15 These issues are of more than theoretical or academic interest to the law of Australia. The reason for that is that the geographical situation of Australia is such that it is unlikely any refugee will reach its shores as a result of a direct flight. Examination of the circumstances in which refugee applications reach this Court or the Tribunal would doubtless bear that fact out. If the principle in Thiyagarajah can be applied in all circumstances other than where the applicant for refugee status has arrived in Australia by direct flight, there would be the possibility that decision‑makers would need to consider whether an applicant for refugee status could arguably have sought and attained refugee status and effective protection in one or more of the countries through which passage occurred on the way to Australia. There is a further question as to what is meant by "direct flight", namely, whether a short stay in a third country would be sufficient to invoke the principle in Thiyagarajah. If the principle is to be applied in Australia as narrowly as it was in the United Kingdom in Abdi, a considerable extra burden of time and cost may be imposed on applicants, their counsel and decision-makers including tribunals in investigating whether effective protection might have been available to an applicant for refugee status in a third country with which the applicant had short contact en route to Australia.
Statutory Framework
16 The class of visa to which the respondent claims to be entitled is that provided for by s 36 of the Migration Act 1958 (Cth) ("The Act"). Section 36 is in the following terms:
"36(1) There is a class of visas to be known as protection visas.
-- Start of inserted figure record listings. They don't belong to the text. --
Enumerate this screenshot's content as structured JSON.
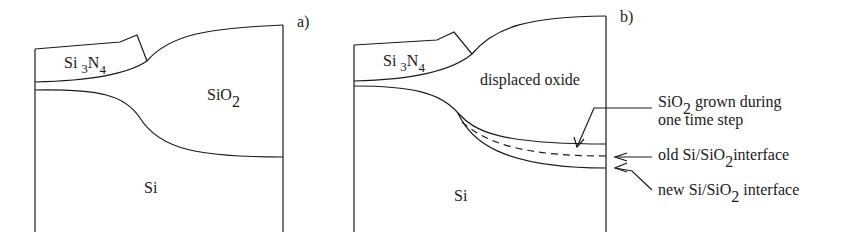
{
  "panel_a": {
    "label": "a)",
    "nitride": {
      "base": "Si",
      "sub1": "3",
      "mid": "N",
      "sub2": "4"
    },
    "oxide": {
      "base": "SiO",
      "sub": "2"
    },
    "silicon": "Si"
  },
  "panel_b": {
    "label": "b)",
    "nitride": {
      "base": "Si",
      "sub1": "3",
      "mid": "N",
      "sub2": "4"
    },
    "oxide": "displaced oxide",
    "silicon": "Si",
    "annotations": {
      "grown": {
        "base": "SiO",
        "sub": "2",
        "rest": " grown during",
        "line2": "one time step"
      },
      "old_interface": {
        "pre": "old Si/SiO",
        "sub": "2",
        "post": "interface"
      },
      "new_interface": {
        "pre": "new Si/SiO",
        "sub": "2",
        "post": " interface"
      }
    }
  }
}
(2) A criterion for a protection visa is that the applicant for the visa is a non-citizen in Australia to whom Australia has protection obligations under the Refugees Convention as amended by the Refugees Protocol."
Section 31 of the Act authorises the making of regulations which prescribe criteria for a visa or visas of a specified class, including protection visas. Clause 866.221 of Schedule 2 of the Migration Regulations ("clause 866.221") provides that a criteria to be satisfied by the applicant for a protection visa is that at the time of the decision on his or her application:
"The Minister was satisfied that the applicant is a person to whom Australia has protection obligations under the Refugees Convention."
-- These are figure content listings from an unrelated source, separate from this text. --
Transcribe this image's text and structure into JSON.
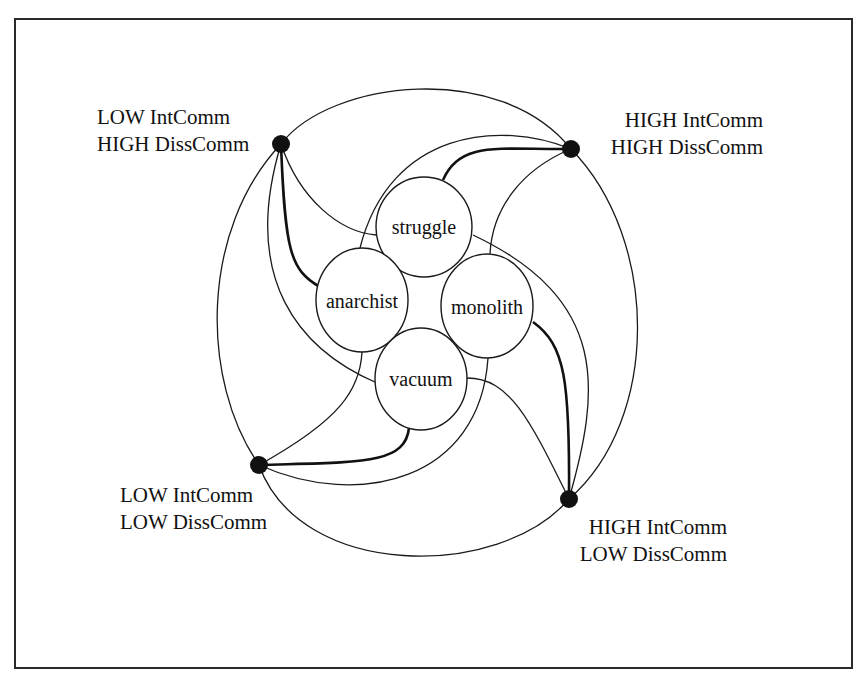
{
  "diagram": {
    "type": "network-typology",
    "colors": {
      "line": "#1a1a1a",
      "node_fill": "#ffffff",
      "dot": "#111111",
      "frame": "#2a2a2a"
    },
    "central_nodes": [
      {
        "id": "struggle",
        "label": "struggle"
      },
      {
        "id": "anarchist",
        "label": "anarchist"
      },
      {
        "id": "monolith",
        "label": "monolith"
      },
      {
        "id": "vacuum",
        "label": "vacuum"
      }
    ],
    "corners": [
      {
        "id": "tl",
        "line1": "LOW IntComm",
        "line2": "HIGH DissComm"
      },
      {
        "id": "tr",
        "line1": "HIGH IntComm",
        "line2": "HIGH DissComm"
      },
      {
        "id": "bl",
        "line1": "LOW IntComm",
        "line2": "LOW DissComm"
      },
      {
        "id": "br",
        "line1": "HIGH IntComm",
        "line2": "LOW DissComm"
      }
    ],
    "edges": [
      {
        "from": "tl",
        "to": "tr",
        "weight": "thin"
      },
      {
        "from": "tl",
        "to": "bl",
        "weight": "thin"
      },
      {
        "from": "tr",
        "to": "br",
        "weight": "thin"
      },
      {
        "from": "bl",
        "to": "br",
        "weight": "thin"
      },
      {
        "from": "tl",
        "to": "anarchist",
        "weight": "thick"
      },
      {
        "from": "tl",
        "to": "struggle",
        "weight": "thin"
      },
      {
        "from": "tl",
        "to": "vacuum",
        "weight": "thin"
      },
      {
        "from": "tr",
        "to": "struggle",
        "weight": "thick"
      },
      {
        "from": "tr",
        "to": "anarchist",
        "weight": "thin"
      },
      {
        "from": "tr",
        "to": "monolith",
        "weight": "thin"
      },
      {
        "from": "br",
        "to": "monolith",
        "weight": "thick"
      },
      {
        "from": "br",
        "to": "struggle",
        "weight": "thin"
      },
      {
        "from": "br",
        "to": "vacuum",
        "weight": "thin"
      },
      {
        "from": "bl",
        "to": "vacuum",
        "weight": "thick"
      },
      {
        "from": "bl",
        "to": "anarchist",
        "weight": "thin"
      },
      {
        "from": "bl",
        "to": "monolith",
        "weight": "thin"
      }
    ]
  }
}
17 In Thiyagarajah at 693-694 von Doussa J said to the effect that the question whether an applicant is a refugee pursuant to Art 1A(2) of the Convention as incorporated in Australia's domestic law was not alone determinative of whether Australia owes protection obligations to that applicant. This is because the effect of Art 33 requires consideration. If there is no application of that article against refoulement there will not be a protection obligation even if the applicant might be a refugee within Art 1A(2).